His plan was to see Bernard Grey in college. He would ask him to deploy all his contacts in the Health Ministry running the national evacuation effort, so that they could rifle through their voluminous card index and discover which generous soul had taken in Florence and Harry Zennor. It could not be that difficult, not for a man like Grey, for whom Whitehall might as well have been just another Oxford college.
James parked his bike and guiltily received the greeting of the aged porter in the lodge, a nod he always translated as, ‘What the hell are you doing here, a man your age? Why aren’t you in the war like everyone else?’
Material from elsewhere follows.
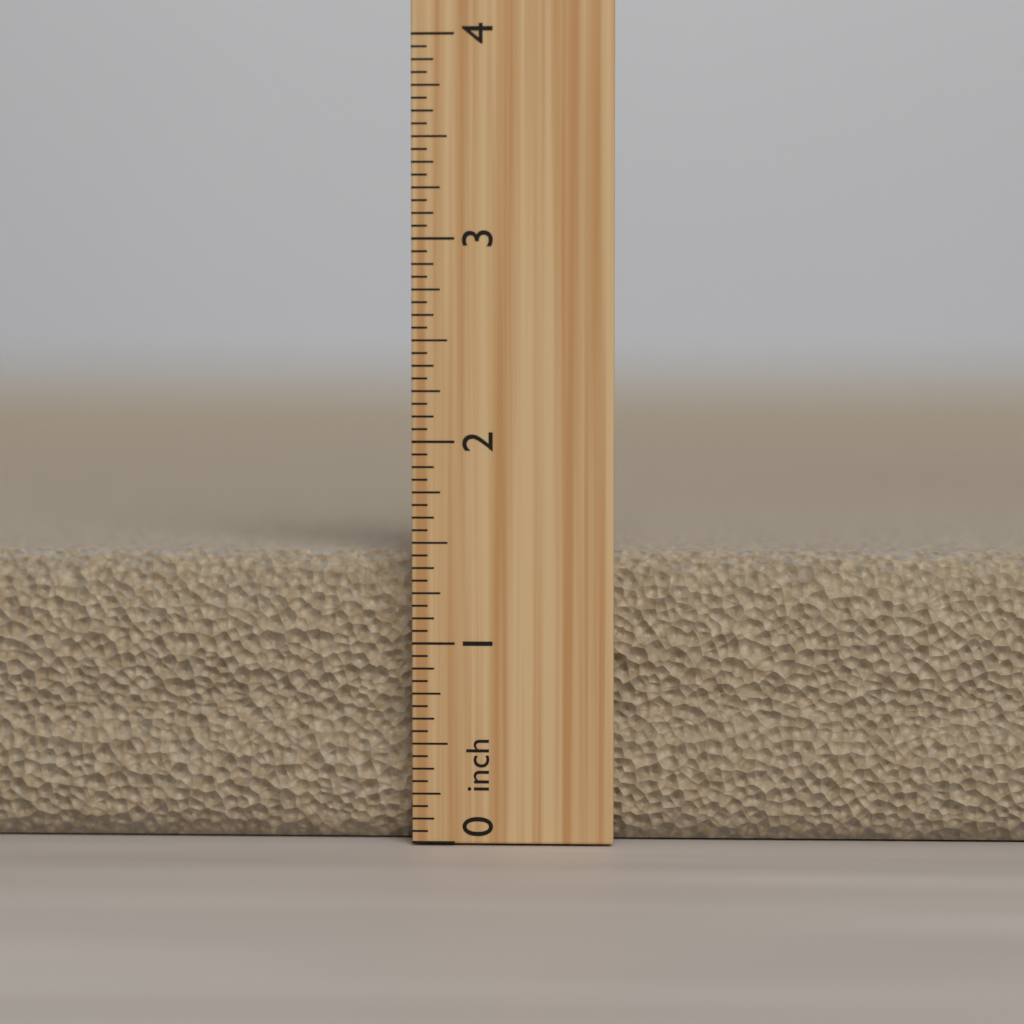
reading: 1.4375 inch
To his surprise, the quad was covered with people, around a hundred and fifty men at least, standing in neat lines. The shock was that Oxford had no more strictly imposed rule than the prohibition on walking on the grass. You could steal another man’s essay and pass it off as your own; you could, in the immortal phrase, bugger the Bursar. But you could not, under any circumstances, tread on the trim green of the college lawn. Yet here that hallowed turf had been transformed into a parade ground and there, standing at the head of it, was none other than Grey himself.
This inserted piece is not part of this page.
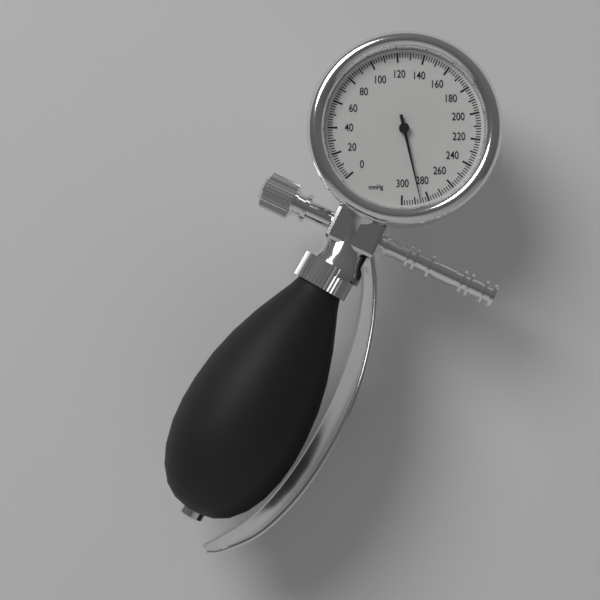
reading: 286 mmHg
He had heard about this but scarcely believed it could be true: that the Oxford South Company of the newly-created Local Defence Volunteers, made up chiefly of Royal Mail employees, had been put under Grey’s command. But here they were, row after row of middle-aged postmen taking orders issued not by a bullying sergeant major but by a white-haired philosopher, one whose voice was known to millions through his regular talks on the BBC Home Service. Heaven preserve them all if, come the invasion, these men represented the first line of defence.
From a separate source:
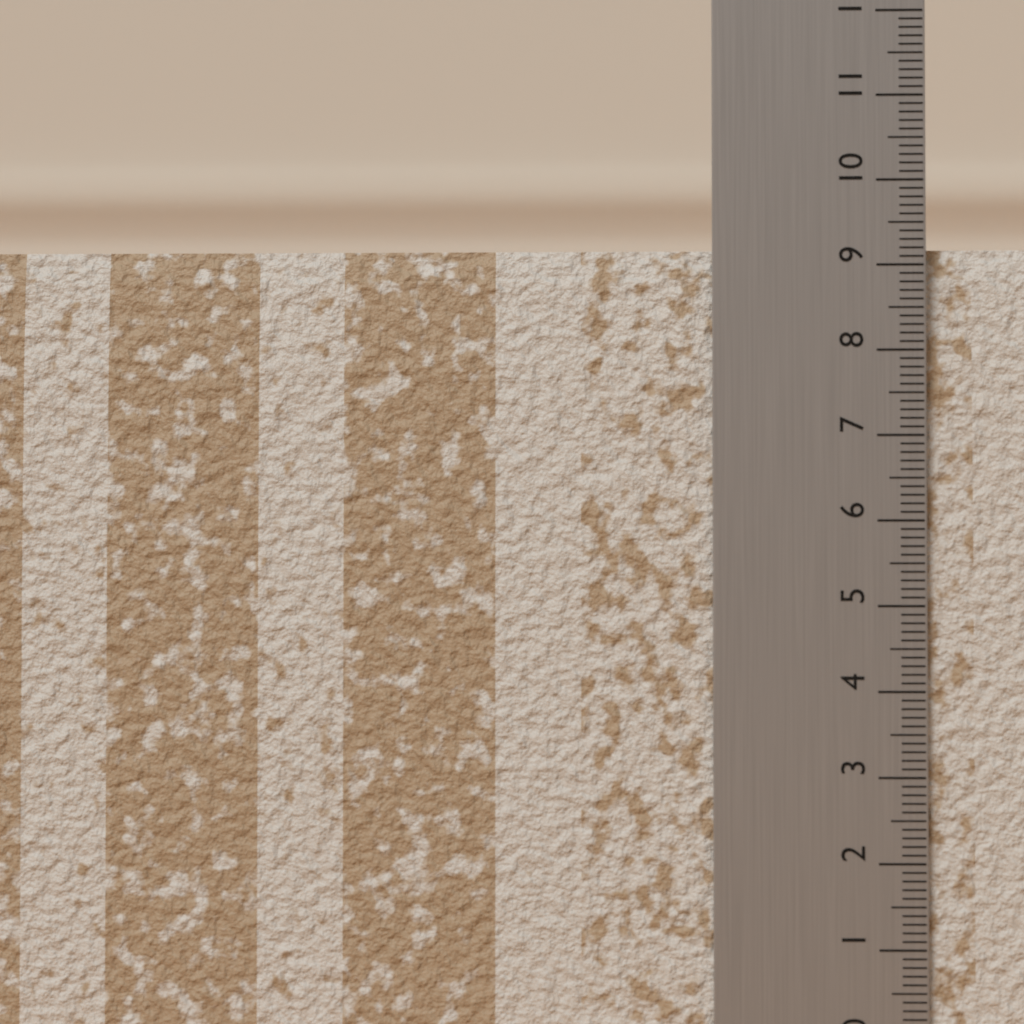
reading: 9.2 (no unit)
Invasion. The word triggered a memory of yesterday’s ill-tempered exchange with Rosemary. She had been talking about invasion just before he climbed back on his bicycle and returned home, once he had switched off and stopped listening properly to what she was saying. Something about the countries that had fallen in just the last few weeks – France, Holland and Belgium in just a single day last month. Saying that Florence was convinced Britain would be next. Mr Churchill was doing a manful job of stiffening the nation’s resolve, but that was how most people felt: that there was a very good chance that, before long, there would be German boats landing on England’s beaches and German troops walking on England’s streets. Was that why she had not gone to her parents’ house, because she feared Hitler’s men might come across the North Sea and march right into Norfolk? He began to wish he had listened to what the damned Rosemary woman had been saying.
James turned on his heel, avoiding the embarrassment of explaining why he was not among those on parade, and walked back to the porter’s lodge, this time going inside.
Another raised eyebrow semi-smile to the man on duty and straight to the pigeon-holes. Much less for him these days, now that term had finished. There was a letter inviting him to a lecture on birth control by Marie Stopes: Population Science and the Path to Radiant Motherhood. No, thank you. He wouldn’t go within a hundred yards of that woman, not since hearing that she had attended some conference in Berlin a couple of years after Hitler had become Chancellor. Completely unacceptable to lend aid and succour to the Nazis like that. The only exception: if you were going in order to poke a finger in the Germans’ eye, as Florence had done. But there were not many like Florence, not many at all.